The argument of the broken window pane is the most valuable argument in modern politics.

Emmeline Pankhurst

 

The Women’s Social and Political Union (WSPU) was founded by Emmeline Pankhurst and her daughters Christabel and Sylvia in 1903. The Pankhursts felt that the constitutional efforts of the National Union of Women’s Suffrage Societies (NUWSS) had failed and that direct action, and eventually even violent militant action, was necessary to advance the cause of women’s suffrage. The militant campaign of the Suffragettes certainly caught the public’s attention at the time and is one of the best known aspects of the wider suffrage campaign in the popular imagination to this day. As a result of this, and the eventual success of the campaign for votes for women, Emmeline Pankhurst is widely regarded as a heroine of the movement and in 2018 will have a statue raised in her memory in Manchester as part of the centenary celebrations. However, at the time she was a deeply controversial figure. In this blog I aim to look beyond the myth and ask who was the real Emmeline Pankhurst.

The motto of the WSPU was Deeds Not Words. These deeds included Suffragettes chaining themselves to railings, disrupting public meetings, damaging property and, when imprisoned for these acts, even going on hunger strikes. Emmeline not only expected her followers to embrace these tactics but took part in them herself.

When on a lecture tour of the United States, speaking at Hartford, Connecticut, Emmeline described herself as having “temporarily left the field of battle in order to explain … what a civil war is like when civil war is waged by a women.”

Later, in her autobiography, My Own Story, published in 1913, she added:

The militancy of men, through all the centuries, has drenched the world with blood, and for those deeds of horror and destruction men have been rewarded with monuments, with great songs and epics. The militancy of women has harmed no human life save the lives of those who fought the battle of righteousness. Time alone will reveal what reward shall be allotted to the women.

The reward came in 1918 with the passage of the Representation of the People Act which enfranchised women over 30 who met a property qualification. While a partial victory this was a victory nonetheless and in popular imagination it is often attributed to Pankhurst and the Suffragettes, both for having raised the profile of the women’s cause through militant actions and then suspending these activities to support the war effort in 1914.

However, it is important to remember that not everyone in the WSPU was happy with the militant tactics adopted by Emmeline. Militancy increasingly drove a wedge between Emmeline and more moderate supporters like the Pethick Lawrences, whose home near Dorking in Surrey had served as a weekend headquarters for the WSPU. Emmeline’s strong will and what some have called dictatorial style of managing the movement also led to ruptures, including with her own daugther, Sylvia, who became estranged from her mother and left the WSPU to form the East London Federation of Suffragettes. Finally, the decision to cease the militant campaign and support the war effort also led to splits.

Emmeline continued to battle for women’s rights after 1918. With her daughter Christabel she established the Women’s Party, focusing on issues such as equal pay and reform to marriage and divorce laws. The Party disbanded quickly though after it failed to make headway in the 1918 elections, with Christabel narrowly losing the Smethwick constituency by 778 votes.

Emmeline also ran for Parliament, in 1926, as a Conservative candidate for Whitechapel and St George’s. This marked a significant departure from her original stance toward the political parties. Like her daughter though she too failed to secure a seat. The torch was being passed instead to a new generation of women activists and MPs and Emmeline died a month before the Equal Franchise Act 1928 finally gave women the vote on the same terms as men.

100 years after the Representation of the People Act and 90 years after the Equal Franchise Act it is important to recognise the tremendous contribution Emmeline made to the cause of women’s suffrage. However, as preparations are made to put Emmeline on pedestal in Manchester it is important to not do so uncritically ourselves as historians. Some of the tactics employed by the Suffragettes were counter-productive, especially their more violent actions, and the constitutional efforts of groups like the NUWSS were just as important, if not more important, in securing the vote in 1918. Nevertheless, Pankhurst’s campaign of direct action certainly raised the profile of the cause and kept the matter a live political issue.

As we remember Emmeline on the day of her birth (which she always insisted was the 14th July, Bastille Day, rather than the actual date, the 15th) it is important we acknowledge and thank this militant mother of women’s suffrage for her role in securing the rights women enjoy today.

 

Elena Rossi is studying for her BA in History at Royal Holloway, University of London.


Please write out the records exactly.

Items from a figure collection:
--*--
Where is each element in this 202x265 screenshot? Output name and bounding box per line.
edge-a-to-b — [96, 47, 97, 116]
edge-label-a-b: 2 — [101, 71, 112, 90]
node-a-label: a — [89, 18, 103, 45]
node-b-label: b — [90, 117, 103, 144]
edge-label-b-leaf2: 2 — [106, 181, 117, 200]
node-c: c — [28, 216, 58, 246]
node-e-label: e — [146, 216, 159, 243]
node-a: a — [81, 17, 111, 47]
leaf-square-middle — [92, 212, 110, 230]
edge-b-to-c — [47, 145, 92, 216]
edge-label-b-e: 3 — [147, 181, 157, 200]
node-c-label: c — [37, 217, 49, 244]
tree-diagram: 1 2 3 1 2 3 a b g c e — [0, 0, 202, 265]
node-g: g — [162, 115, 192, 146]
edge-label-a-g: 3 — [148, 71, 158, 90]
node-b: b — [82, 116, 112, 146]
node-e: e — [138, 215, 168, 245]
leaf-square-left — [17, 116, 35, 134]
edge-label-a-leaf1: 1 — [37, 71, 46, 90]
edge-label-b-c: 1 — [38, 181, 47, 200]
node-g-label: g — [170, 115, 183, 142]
--*--
--- Task output ---
Where is each element in this 202x265 screenshot? Output name and bounding box per line.
edge-a-to-b — [96, 47, 97, 116]
edge-label-a-b: 2 — [101, 71, 112, 90]
node-a-label: a — [89, 18, 103, 45]
node-b-label: b — [90, 117, 103, 144]
edge-label-b-leaf2: 2 — [106, 181, 117, 200]
node-c: c — [28, 216, 58, 246]
node-e-label: e — [146, 216, 159, 243]
node-a: a — [81, 17, 111, 47]
leaf-square-middle — [92, 212, 110, 230]
edge-b-to-c — [47, 145, 92, 216]
edge-label-b-e: 3 — [147, 181, 157, 200]
node-c-label: c — [37, 217, 49, 244]
tree-diagram: 1 2 3 1 2 3 a b g c e — [0, 0, 202, 265]
node-g: g — [162, 115, 192, 146]
edge-label-a-g: 3 — [148, 71, 158, 90]
node-b: b — [82, 116, 112, 146]
node-e: e — [138, 215, 168, 245]
leaf-square-left — [17, 116, 35, 134]
edge-label-a-leaf1: 1 — [37, 71, 46, 90]
edge-label-b-c: 1 — [38, 181, 47, 200]
node-g-label: g — [170, 115, 183, 142]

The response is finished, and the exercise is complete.